WE, like the leaves of many-blossom'd spring,
When the sun's rays their sudden radiance fling,
In growing strength, on earth, a little while,
Delighted, see youth's blooming flow'rets smile.
Not with that wisdom of the Gods endued,
To judge aright of evil and of good.
Two Fates, dark-scowling, at our side attend;
Of youth, of life, each points the destin'd end,
Old age, and death: the fruit of youth remains
Brief, as the sunshine scatter'd o'er the plains:
And, when these fleeting hours have fled away,
To die were better than to breathe the day.
A load of grief the burthen'd spirit wears;
Domestic troubles rise; penurious cares;
One with an earnest love of children sighs;
The grave is open'd, and he childless dies:

Another drags in pain his lingering days, While slow disease upon his vitals preys.

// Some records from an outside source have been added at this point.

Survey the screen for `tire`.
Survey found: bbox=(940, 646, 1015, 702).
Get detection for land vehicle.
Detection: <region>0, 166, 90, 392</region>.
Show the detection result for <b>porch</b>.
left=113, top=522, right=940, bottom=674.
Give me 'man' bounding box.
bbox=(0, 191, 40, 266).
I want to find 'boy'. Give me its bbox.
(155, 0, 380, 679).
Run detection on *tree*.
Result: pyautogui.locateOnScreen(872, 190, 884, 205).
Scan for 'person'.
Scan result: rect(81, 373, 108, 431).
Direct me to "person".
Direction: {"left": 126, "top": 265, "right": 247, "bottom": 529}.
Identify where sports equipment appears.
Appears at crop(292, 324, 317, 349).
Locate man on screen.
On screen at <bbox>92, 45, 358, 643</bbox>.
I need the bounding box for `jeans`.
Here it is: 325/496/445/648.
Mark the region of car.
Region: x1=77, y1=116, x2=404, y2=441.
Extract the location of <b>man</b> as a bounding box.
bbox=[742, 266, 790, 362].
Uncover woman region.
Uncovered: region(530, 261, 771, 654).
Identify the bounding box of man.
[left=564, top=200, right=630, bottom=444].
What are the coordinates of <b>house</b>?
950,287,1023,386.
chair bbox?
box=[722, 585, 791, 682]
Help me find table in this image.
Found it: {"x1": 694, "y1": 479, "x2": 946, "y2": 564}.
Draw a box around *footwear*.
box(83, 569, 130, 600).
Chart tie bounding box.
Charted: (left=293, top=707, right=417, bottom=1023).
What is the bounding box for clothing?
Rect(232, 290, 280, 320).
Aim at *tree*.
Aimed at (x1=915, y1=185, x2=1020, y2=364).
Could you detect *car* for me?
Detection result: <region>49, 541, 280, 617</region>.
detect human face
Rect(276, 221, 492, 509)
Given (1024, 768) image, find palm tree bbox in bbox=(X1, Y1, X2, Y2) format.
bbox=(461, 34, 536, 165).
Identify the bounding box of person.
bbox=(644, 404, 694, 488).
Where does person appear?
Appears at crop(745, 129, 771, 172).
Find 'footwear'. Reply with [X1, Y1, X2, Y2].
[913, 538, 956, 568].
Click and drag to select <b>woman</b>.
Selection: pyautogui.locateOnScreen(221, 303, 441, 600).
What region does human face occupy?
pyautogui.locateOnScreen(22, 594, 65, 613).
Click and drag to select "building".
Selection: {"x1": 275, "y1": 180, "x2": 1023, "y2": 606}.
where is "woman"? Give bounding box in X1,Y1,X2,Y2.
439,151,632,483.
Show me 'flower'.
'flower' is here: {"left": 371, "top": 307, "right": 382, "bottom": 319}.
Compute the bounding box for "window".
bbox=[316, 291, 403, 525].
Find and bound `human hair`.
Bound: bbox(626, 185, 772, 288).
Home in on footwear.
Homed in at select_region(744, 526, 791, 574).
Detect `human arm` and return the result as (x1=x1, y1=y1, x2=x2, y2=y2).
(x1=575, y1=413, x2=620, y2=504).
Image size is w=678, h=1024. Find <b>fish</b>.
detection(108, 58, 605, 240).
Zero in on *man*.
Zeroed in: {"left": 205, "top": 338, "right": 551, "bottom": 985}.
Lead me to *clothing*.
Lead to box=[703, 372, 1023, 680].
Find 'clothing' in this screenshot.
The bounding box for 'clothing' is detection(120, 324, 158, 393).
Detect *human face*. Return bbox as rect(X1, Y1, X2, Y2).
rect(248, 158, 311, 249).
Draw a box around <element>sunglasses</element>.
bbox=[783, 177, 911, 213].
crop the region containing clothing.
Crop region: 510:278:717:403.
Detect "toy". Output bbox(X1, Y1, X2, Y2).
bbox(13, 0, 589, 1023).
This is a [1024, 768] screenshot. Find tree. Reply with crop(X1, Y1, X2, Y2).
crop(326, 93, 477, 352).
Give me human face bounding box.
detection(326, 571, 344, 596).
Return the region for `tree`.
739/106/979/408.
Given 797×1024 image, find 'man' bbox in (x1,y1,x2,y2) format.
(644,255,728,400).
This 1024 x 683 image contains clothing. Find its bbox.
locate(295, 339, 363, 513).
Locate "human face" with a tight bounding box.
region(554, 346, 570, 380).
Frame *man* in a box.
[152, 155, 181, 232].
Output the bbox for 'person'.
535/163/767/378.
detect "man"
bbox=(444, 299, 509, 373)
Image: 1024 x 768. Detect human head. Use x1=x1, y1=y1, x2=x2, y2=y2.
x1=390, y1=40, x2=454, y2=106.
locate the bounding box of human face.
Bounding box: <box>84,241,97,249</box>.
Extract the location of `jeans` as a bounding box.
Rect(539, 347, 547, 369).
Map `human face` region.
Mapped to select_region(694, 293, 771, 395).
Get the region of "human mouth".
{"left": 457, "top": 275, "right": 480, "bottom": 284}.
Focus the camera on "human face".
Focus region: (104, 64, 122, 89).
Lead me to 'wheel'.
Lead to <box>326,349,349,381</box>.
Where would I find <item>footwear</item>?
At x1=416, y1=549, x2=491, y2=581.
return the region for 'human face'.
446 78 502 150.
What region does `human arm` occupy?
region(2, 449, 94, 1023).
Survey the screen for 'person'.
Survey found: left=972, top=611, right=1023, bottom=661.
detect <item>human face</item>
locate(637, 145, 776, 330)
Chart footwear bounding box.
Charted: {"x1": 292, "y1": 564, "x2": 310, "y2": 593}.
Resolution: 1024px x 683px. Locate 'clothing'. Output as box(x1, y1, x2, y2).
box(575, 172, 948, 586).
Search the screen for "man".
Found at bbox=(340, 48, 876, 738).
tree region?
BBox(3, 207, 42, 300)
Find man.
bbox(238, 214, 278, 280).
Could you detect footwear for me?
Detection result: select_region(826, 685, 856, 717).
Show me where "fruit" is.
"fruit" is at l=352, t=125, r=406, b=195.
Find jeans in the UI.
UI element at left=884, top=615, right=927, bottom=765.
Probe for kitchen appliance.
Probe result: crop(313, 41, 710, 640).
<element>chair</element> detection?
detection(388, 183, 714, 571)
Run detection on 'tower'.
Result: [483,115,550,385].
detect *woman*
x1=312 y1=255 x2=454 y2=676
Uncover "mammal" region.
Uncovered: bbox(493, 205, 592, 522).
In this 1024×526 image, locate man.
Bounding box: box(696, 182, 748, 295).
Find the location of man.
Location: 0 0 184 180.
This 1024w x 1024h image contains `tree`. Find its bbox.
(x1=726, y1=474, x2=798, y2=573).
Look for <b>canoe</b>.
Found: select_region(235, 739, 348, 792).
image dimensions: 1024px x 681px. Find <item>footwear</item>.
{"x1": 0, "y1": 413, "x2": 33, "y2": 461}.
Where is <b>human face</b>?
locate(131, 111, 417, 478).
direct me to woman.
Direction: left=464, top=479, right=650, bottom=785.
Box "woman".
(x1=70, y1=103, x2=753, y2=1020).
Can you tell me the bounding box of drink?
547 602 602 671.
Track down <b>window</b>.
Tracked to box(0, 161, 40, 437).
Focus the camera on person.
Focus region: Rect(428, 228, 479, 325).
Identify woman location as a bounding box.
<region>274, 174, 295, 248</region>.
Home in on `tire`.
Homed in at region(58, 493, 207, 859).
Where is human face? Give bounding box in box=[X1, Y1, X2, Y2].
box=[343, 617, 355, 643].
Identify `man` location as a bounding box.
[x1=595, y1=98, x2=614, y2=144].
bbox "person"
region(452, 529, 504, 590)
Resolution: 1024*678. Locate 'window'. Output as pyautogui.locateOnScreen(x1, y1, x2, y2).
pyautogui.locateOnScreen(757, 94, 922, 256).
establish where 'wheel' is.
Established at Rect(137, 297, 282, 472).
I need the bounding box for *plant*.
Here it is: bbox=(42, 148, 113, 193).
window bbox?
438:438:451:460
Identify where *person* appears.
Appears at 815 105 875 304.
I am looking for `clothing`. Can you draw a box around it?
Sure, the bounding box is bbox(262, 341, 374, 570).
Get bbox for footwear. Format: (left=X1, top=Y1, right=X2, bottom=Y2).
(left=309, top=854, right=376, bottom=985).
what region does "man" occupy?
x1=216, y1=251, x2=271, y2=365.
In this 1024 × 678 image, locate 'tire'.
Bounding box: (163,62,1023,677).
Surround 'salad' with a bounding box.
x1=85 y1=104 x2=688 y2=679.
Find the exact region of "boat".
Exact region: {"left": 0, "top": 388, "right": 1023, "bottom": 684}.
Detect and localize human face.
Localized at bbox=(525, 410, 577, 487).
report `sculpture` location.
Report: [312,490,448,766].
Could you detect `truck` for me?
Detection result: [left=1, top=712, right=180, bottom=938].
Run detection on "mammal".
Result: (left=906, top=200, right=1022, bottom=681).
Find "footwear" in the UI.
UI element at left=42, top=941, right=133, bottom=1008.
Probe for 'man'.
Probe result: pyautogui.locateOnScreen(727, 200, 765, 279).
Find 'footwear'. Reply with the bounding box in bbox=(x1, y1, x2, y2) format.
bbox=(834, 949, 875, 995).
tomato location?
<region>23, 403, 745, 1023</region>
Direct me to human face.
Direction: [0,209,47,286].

Nor lives there one, whom Jupiter on high Exempts from years of mix'd calamity.

REPROACH OF OLD AGE.

WHAT joy in life, were golden Venus fled?
Then may I sleep among the silent dead,
When this can charm no more; when tasteless prove
Soft bribes, the yielding couch, clandestine love.
What joy in life, if, with such transient bloom,
Youth's dropping flow'rets waste their rich perfume,
And both the sexes droop? then age is nigh;
At whose afflictive touch the Graces fly.
The fair-proportion'd limbs of smooth delight
Deform'd, dishonour'd, loveless to the sight.
Perpetual miseries make the soul their prey;
The aged man looks up, and loathes the day:
Of boys the mock; of women the disdain;
The Gods have dealt to age the dole of pain.